Researchers from theRoyal College of Surgeons in Ireland(RCSI) and Beaumont hospital have shown how the protein Alpha-1 Antitrypsin (AAT) plays an important role in controlling inflammation from white blood cells.
Hereditary disorder
Patients deficient in AAT suffer from Alpha-1 Antitrypsin Deficiency, a hereditary disorder that leads to the most severe form of hereditary emphysema. After cystic fibrosis, Alpha-1 is the most common fatal inherited lung condition inIrelandand is much more common here than in most other countries.

The disease causes shortness of breath in its mildest form and in its severest form, patients must use an oxygen mask and may need a lung transplant.

Prof Gerry McElvaney, professor of medicine at RCSI and senior author on the study, said the disorder was estimated to affect more than 12,000 people nationally in its severest forms and as many as 170,000 in its less severe form.
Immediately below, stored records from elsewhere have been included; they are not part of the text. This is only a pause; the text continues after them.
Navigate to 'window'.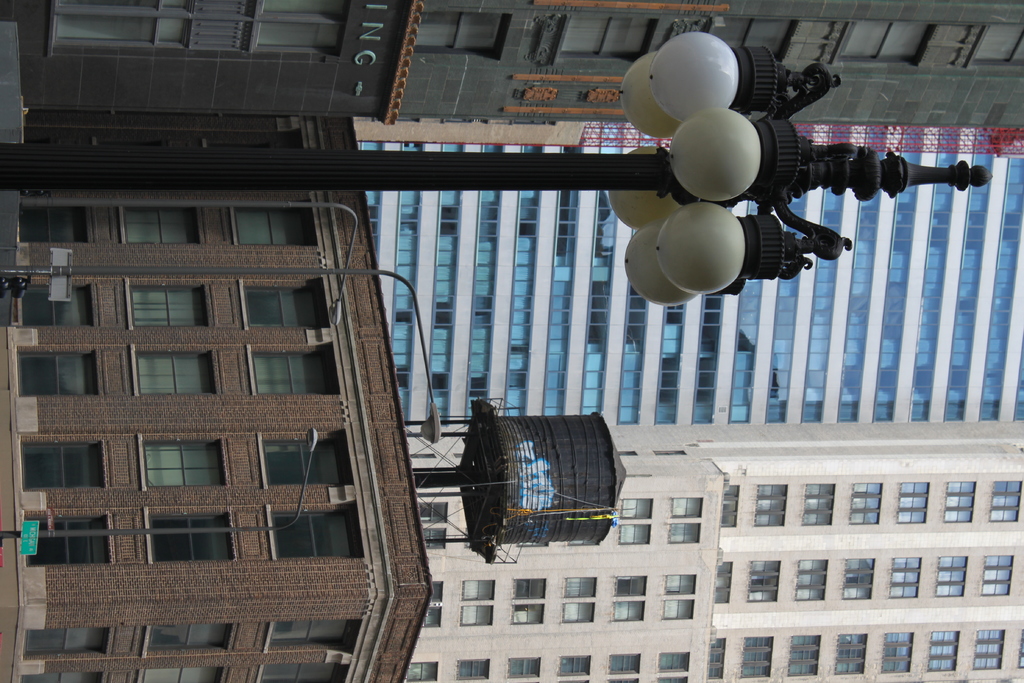
Navigation target: 273,506,358,559.
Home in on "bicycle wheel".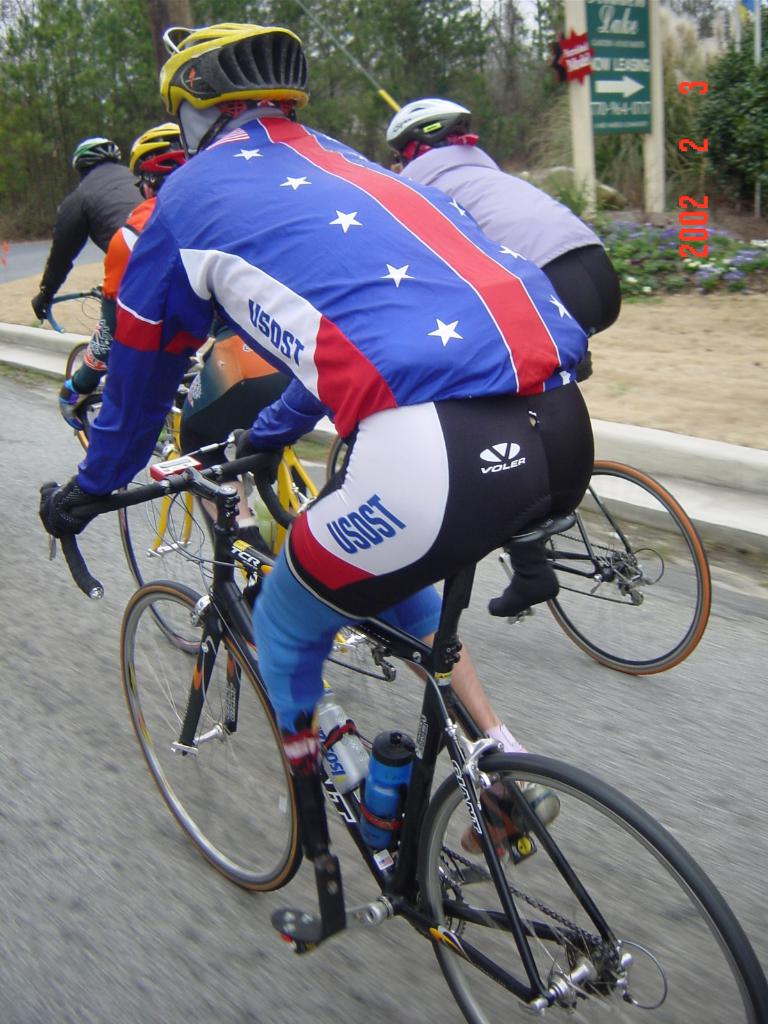
Homed in at 122 579 318 902.
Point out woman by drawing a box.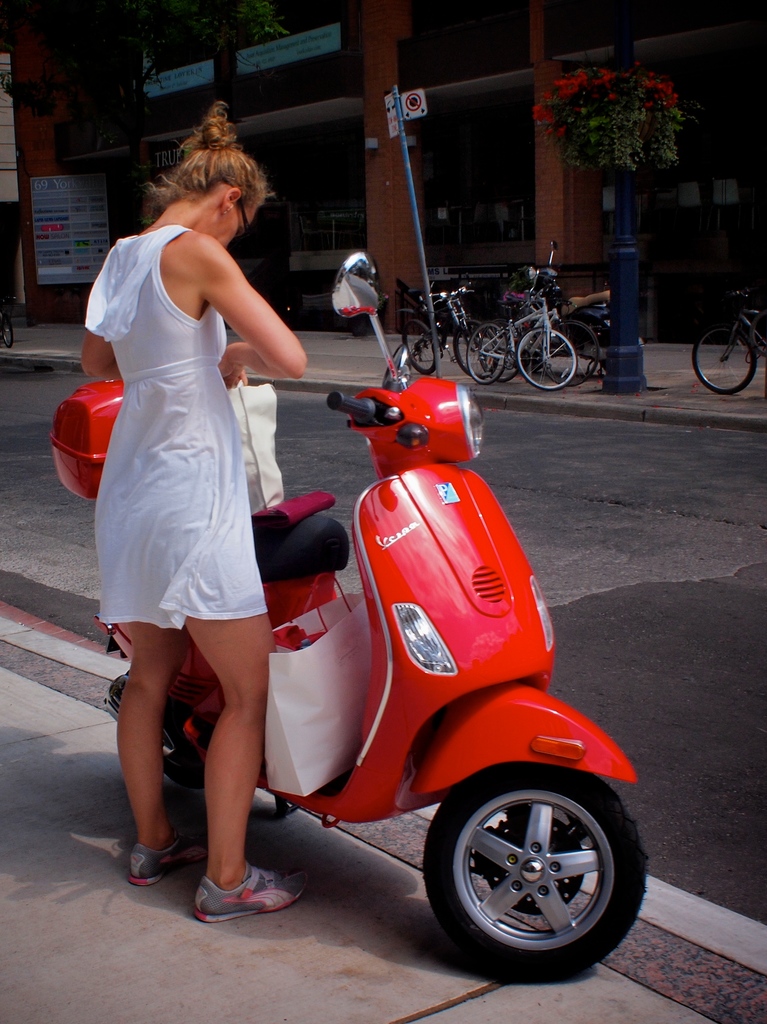
rect(109, 104, 361, 925).
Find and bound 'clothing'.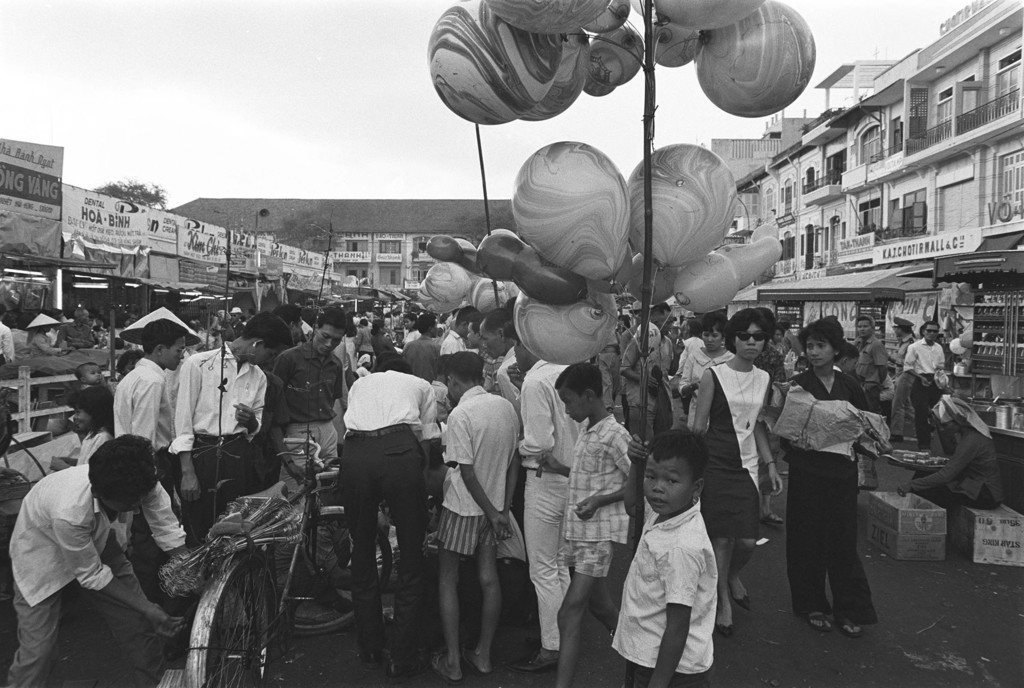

AATis aprotein produced by the liver which, when released into the bloodstream, travels to the lungs to protectlung tissue from disease.
‘Harmful oxidants’

“Our study is the first to reveal the mechanisms by which a lack of the Alpha-1 protein causes an increase in the release of white blood cell proteins into the blood stream. This leads to an autoimmune process in the body that mistakenly recognises these proteins as foreign and activates its own white blood cells to produce harmful oxidants,”said Prof McElvaney.

He explainedthis finding suggested for the first timethat Alpha-1 was not purely a lung and liver disorder but was much more systemic andtreatmentsmay also be usedfor other autoimmune disorders.

The RCSI/Beaumont team areworking on a newtreatmentfor Alpha-1 which involves taking purified Alpha-1 protein from the bloodstream of a person without a deficiency in AAT and giving it intravenously to people with a deficiency. This results in a decrease in the abnormal protein release which alleviates the disease-associated autoimmunity.

“The datawould suggestwe can decrease the progression of emphysema by using this therapy and it may also be applied to other autoimmune diseases,” said Prof McElvaney.